JEFFERSON – Lake Hopatcong has a history for being home to some very famous people. There’s Miss Lotta Crabtree, the celebrated vaudeville actress. Her home on Edgmere Avenue in Mount Arlington stands today as it did in the early 1900s. Then there is Joe Cook, another renowned actor of the 1920s and 1930s, who played host to the biggest names in the entertainment industry at his lake home, Sleepless Hollow. And Milton Berle who spent many summers at the Alamac Hotel.
On Thursday evening, July 10, before a capacity crowd in the Jefferson House banquet room, Marty Kane, president of the Lake Hopatcong Historical Society, narrated a visual program about other famous people who called the lake their home.

Marty Kane begins his presentation, The Other Famous People of Lake Hopatcong, at the Jefferson House, Thursday.
There was the Pilcher family; father Lewis Stephen was a renowned surgeon who summered at the lake for 56 seasons and his son, Lewis Frederick, a professor and architect who designed the Adirondack-style Lake Hopatcong Yacht Club.
Among the many authors and poets that gravitated to the lake was Rex Beach, a very successful adventure novelist who often wrote about Alaska, and who spent his summers at his Lake Hopatcong home, Mañana. Poet Edwin Markham had a cottage on Lakeside Boulevard and palled around with Hudson Maxim.
According to Kane, “sons of industries” were well represented at the lake: makers of fine hats, parasols and umbrellas, early pharmaceuticals and other leaders in industry flocked to the lake.
Albert Tilt, who owned a silk mill in Paterson, built a cottage in 1889, Bella Vista, in renowned Breslin Park on Windemere Avenue in Mount Arlington. The cottage was recently sold and had to be torn down but plans are in the works by the new owners to rebuild an exact replica, said Kane.
While the wealthy industrialists settled in Mount Arlington and Nolan’s Point, the Northwood section of the lake was known as an actor’s colony.
“It was a kind of village by itself with the Northwood Inn being the town hall,” said Kane as he switched through the slides of old photos, post cards and press clippings.
Its most famous resident was Bud Abbott, who stayed in Northwood until 1933, the year he teamed up with Lou Costello and made it big.
Kane finished his retrospective of "the other" famous lake people with a nod to the present, including the acknowledgement of renowned artist Greg Hildebrandt who lives in a house that is built
around the historic Sans Souci Castle at Elba Point.
The next historic presentation, Thomas Edison Returns to Lake Hopatcong, is scheduled for Saturday, September 20. It will be held at St. Jude Parish in Hopatcong. For tickets and information call 973-398-2616 or send an email to
info@lakehopatconghistory.com.
I remember my aunt telling us about Bud Abbott being either a neighbor or a bungalow guest and having a few short conversations with him. She said he was very quiet, wrote a lot, and often seemed to be depressed.
There was another distinct individual who lived in a stone house with lots of antiques, was very direct, and everyone back then, in the 1960s, knew her. She was an older woman and her name was Jenny, but she pronounced it as Yenny. I was 10 when my Aunt Emma took me with her on a visit and I was corrected forthwith after I called her Yenny.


- **WORK INSTRUCTION**
Please transcribe the data that follows without the pictures, keeping every word the same.

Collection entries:

-=-=-

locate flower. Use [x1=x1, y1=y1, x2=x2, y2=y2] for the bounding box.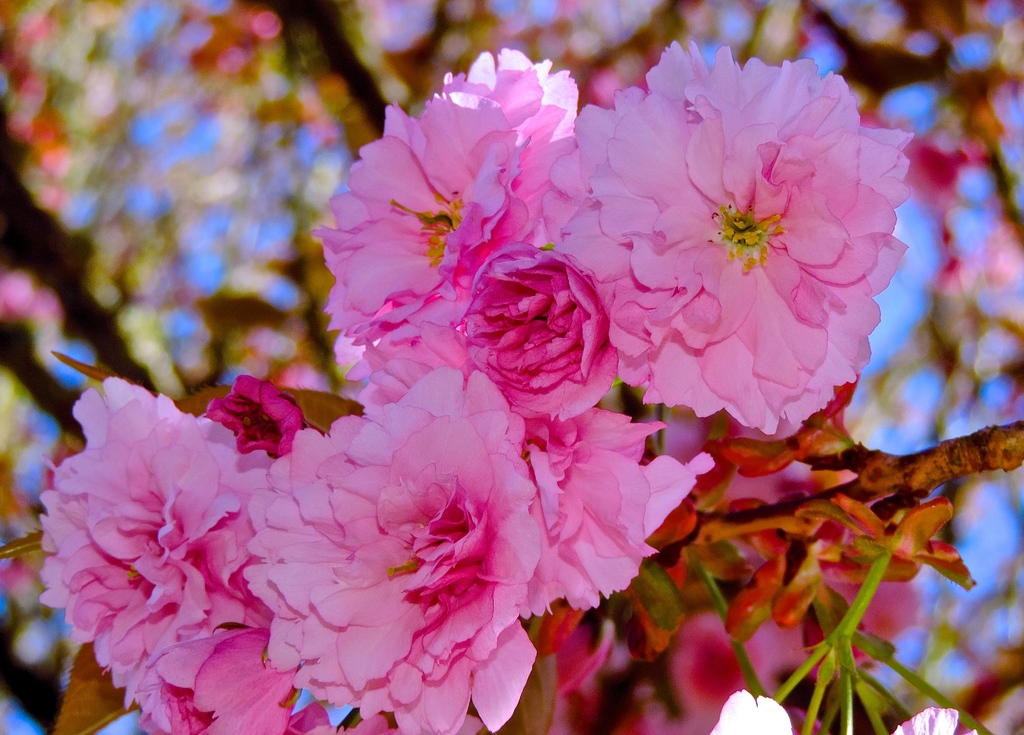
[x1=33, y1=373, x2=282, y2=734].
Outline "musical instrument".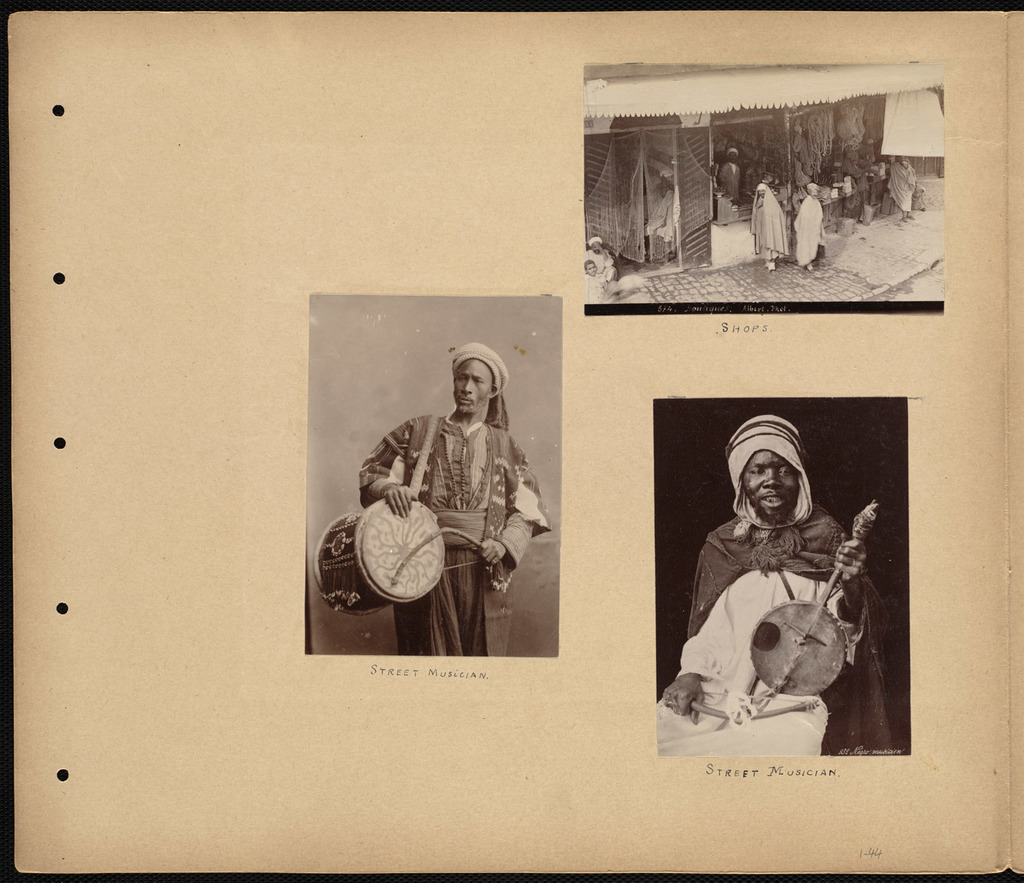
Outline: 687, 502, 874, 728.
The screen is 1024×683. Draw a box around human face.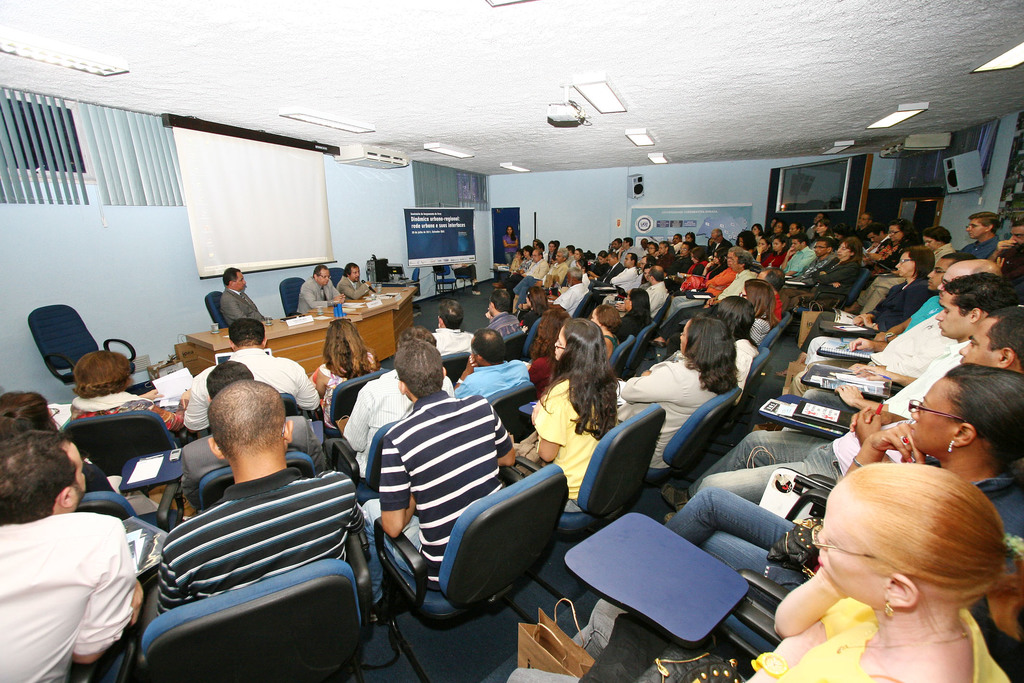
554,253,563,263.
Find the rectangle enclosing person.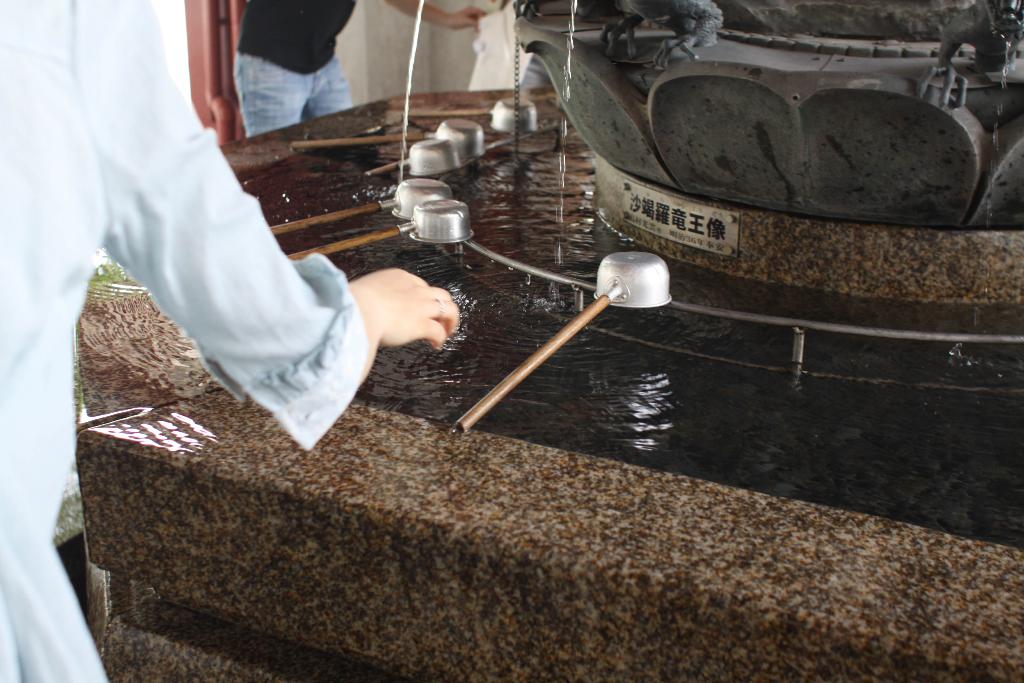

-=-=-

- **ANSWER SPACE**
locate flower. Use [x1=x1, y1=y1, x2=x2, y2=y2] for the bounding box.
[x1=33, y1=373, x2=282, y2=734].
Outline "musical instrument".
Outline: 687, 502, 874, 728.
The screen is 1024×683. Draw a box around human face.
554,253,563,263.
Find the rectangle enclosing person.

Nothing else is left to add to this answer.